You occupy a unique position in the English speaking world. Your lightest utterances are treasured, chronicled, trans lated, and sent buzzing into space via Telstar. In short, you have a great deal of power. And what do you do with it? Well ... what? It is no use telling me that you have never claimed more than "a talent to amuse." Even if that were true, which it is not, it would be irrelevant. In this strange bric-a-brac society of ours, the words of the Court Jester may carry greater weight than the words of the Queen's Confessor. Even if you were no more than a jester with cap and bells — and you are a great deal more — you could ring such a carillon that the world would listen.

For example. Although you are not a political person, presumably you must have some politics. A man 'without politics,' in this day and age, is a stateless person, with no frontier that he considers worth defending. What are your politics, and why? Left, right, or centre? Unless my voices are more than usually misleading, they tend to the right. If this is the case, why not say so? Even if you say it in waltz time?

You must have something to say about Socialism. Why keep silent? Sometimes, watching the antics of the socialists on the television panels I have said to myself, " If only Noel were here to answer these buffoons! He could do it with one short sharp prick of wit which would deflate them before the eyes of the entire country." But you keep silence.

Again: violence; permissiveness; drugs; modern art; the new theatre. The list could be prolonged indefinitely. Here I can anticipate a positive fusillade of fingerwagging. And I can hear your voice reminding me that you have already made it crystal clear where you stand on these matters. I am well aware of this. You delivered a shattering onslaught on violence in a quartette called 'Juvenile Delinquents.' As far as drugs and permissiveness are concerned, your attitude was foreshadowed long ago in The

Vortex and 'Dance Little Lady.' Modern art was exquisitely exposed in Nude with Violin, and as for the 'new theatre' . . . if I don't know your views on that, I have no right to be discussing you at all.
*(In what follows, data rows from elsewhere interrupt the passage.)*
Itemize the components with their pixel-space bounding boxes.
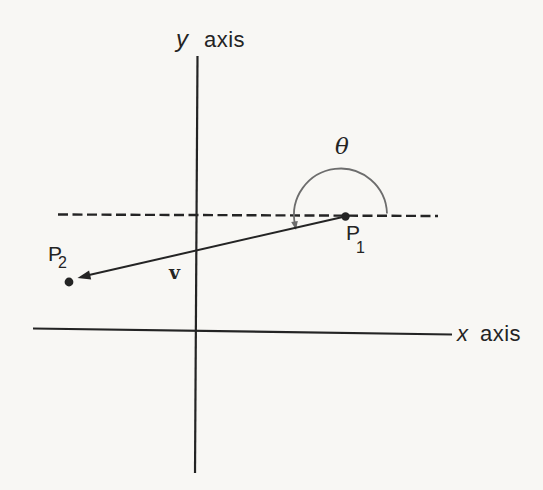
x-axis-word-label: axis — [480, 321, 521, 346]
point-p1-dot — [341, 212, 349, 220]
theta-label: θ — [335, 133, 349, 159]
x-axis-line — [33, 329, 452, 335]
point-p2-dot — [65, 278, 74, 287]
x-axis-symbol-label: x — [456, 321, 469, 346]
vector-v-label: v — [168, 261, 181, 283]
y-axis-word-label: axis — [204, 27, 245, 52]
dashed-reference-line — [58, 215, 438, 217]
vector-line — [83, 217, 346, 277]
figure-canvas: y axis x axis θ P 1 P 2 v — [0, 0, 543, 490]
p1-subscript-label: 1 — [356, 239, 365, 256]
vector-angle-figure: y axis x axis θ P 1 P 2 v — [0, 0, 543, 490]
y-axis-symbol-label: y — [174, 25, 190, 52]
vector-arrowhead-icon — [78, 271, 92, 280]
p2-subscript-label: 2 — [58, 254, 67, 271]
y-axis-line — [195, 56, 198, 473]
All this is true. I might even add something that you might be too modest to say for yourself — that your whale life, in peace and in war, has been in a paradoxical way a practical example of the old-fashioned virtues which are in danger of being forgotten. Discipline, integrity, loyalty — the essential decencies of human relationships.

So what more do I want? Am I suggesting that you should hire the Albert Hall, and fly over from Montreux to deliver a series of passionate tirades, against a background of the Union Jack? This would indeed be a lively occasion.

But seriously, what. more? That is difficult to say, but I suppose it really comes down to this . . . that you should put away the mask and reveal the man, even if it meant stepping off the stage of the theatre for once in a way, and stepping on to the stage of the world. Whichever stage you choose, you will be spotlit and your voice will be heard. There is so much to say, and so little time in which to say it. And nobody could say it with the authnrity of the Master.